GOAL OF THE EXERCISE =
Write again exactly the lines in the listing below, starting at the line with "Identify the location" and ending at the line with "The width and height of the screenshot is (645, 363).", both included. Pictures are not copied.

======

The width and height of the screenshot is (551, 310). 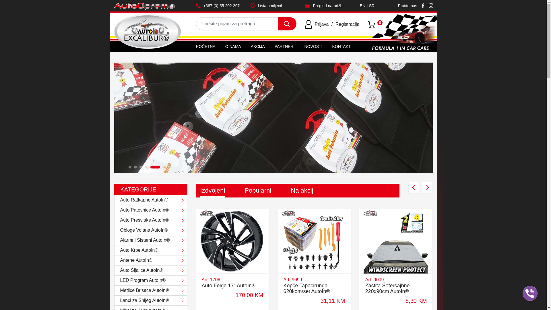 What do you see at coordinates (258, 47) in the screenshot?
I see `AKCIJA` at bounding box center [258, 47].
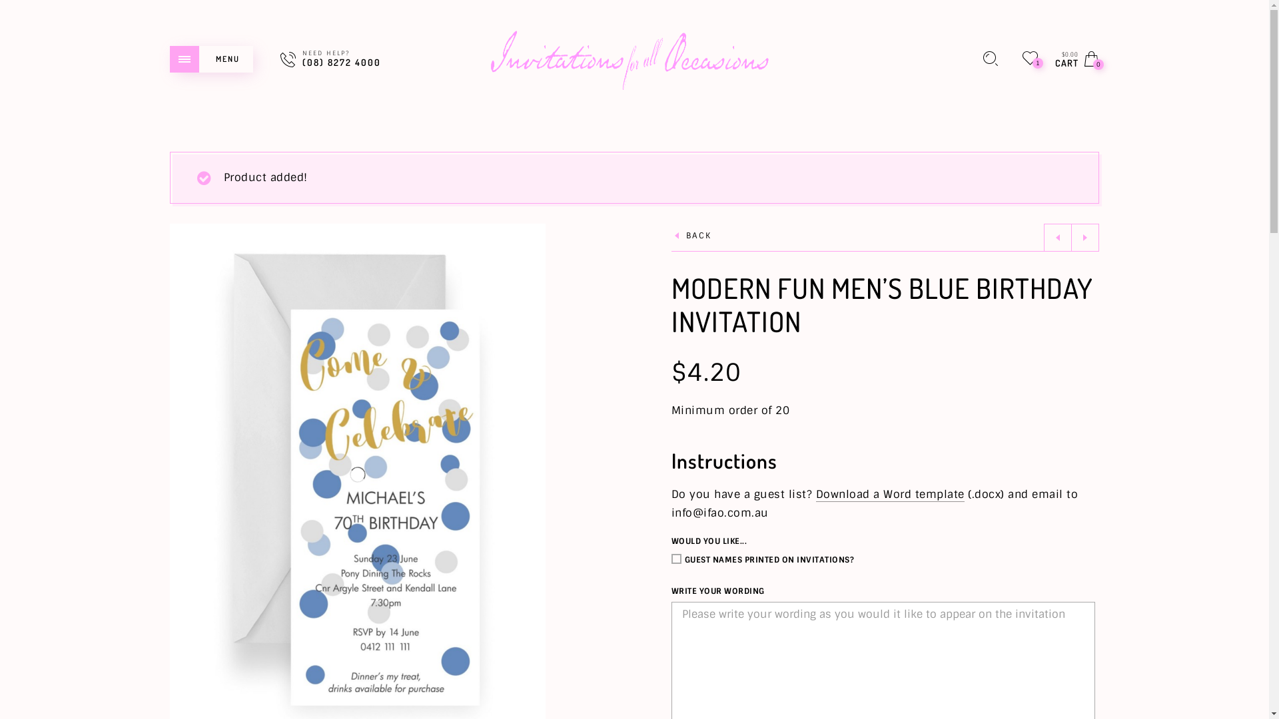 The image size is (1279, 719). What do you see at coordinates (1030, 59) in the screenshot?
I see `1` at bounding box center [1030, 59].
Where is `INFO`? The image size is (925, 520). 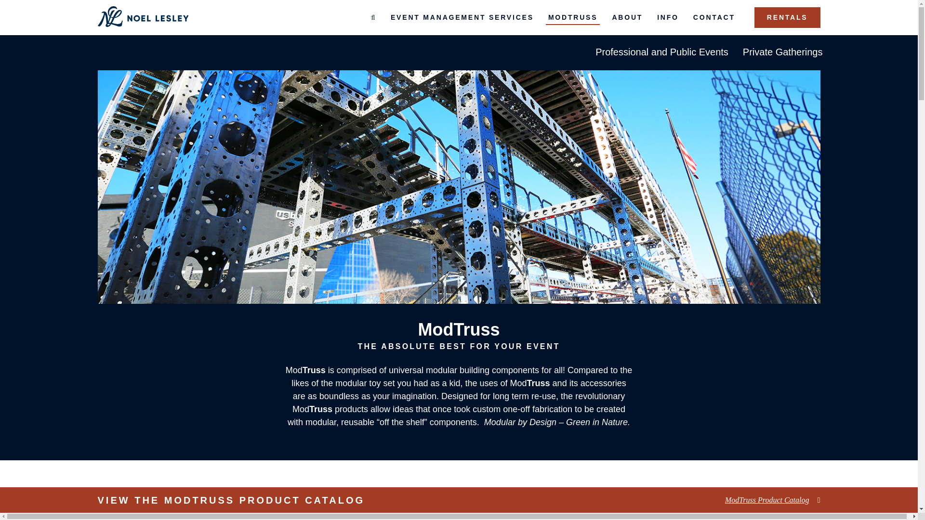 INFO is located at coordinates (668, 17).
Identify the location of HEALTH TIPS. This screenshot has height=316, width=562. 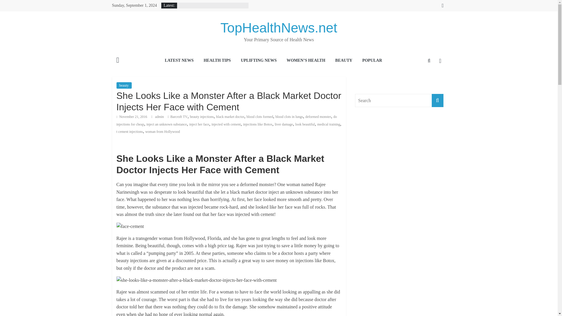
(217, 61).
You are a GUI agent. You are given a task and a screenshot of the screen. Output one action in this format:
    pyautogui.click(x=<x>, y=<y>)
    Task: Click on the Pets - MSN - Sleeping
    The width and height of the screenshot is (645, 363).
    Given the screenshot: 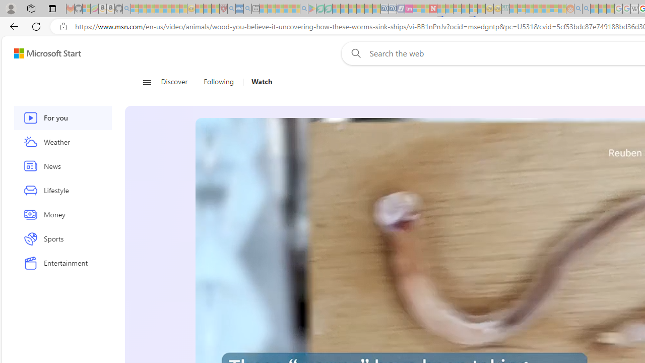 What is the action you would take?
    pyautogui.click(x=288, y=9)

======

SOLUTION TO THIS EXERCISE =
Identify the location of HEALTH TIPS. This screenshot has height=316, width=562. 
(217, 61).
You are a GUI agent. You are given a task and a screenshot of the screen. Output one action in this format:
    pyautogui.click(x=<x>, y=<y>)
    Task: Click on the Pets - MSN - Sleeping
    The width and height of the screenshot is (645, 363).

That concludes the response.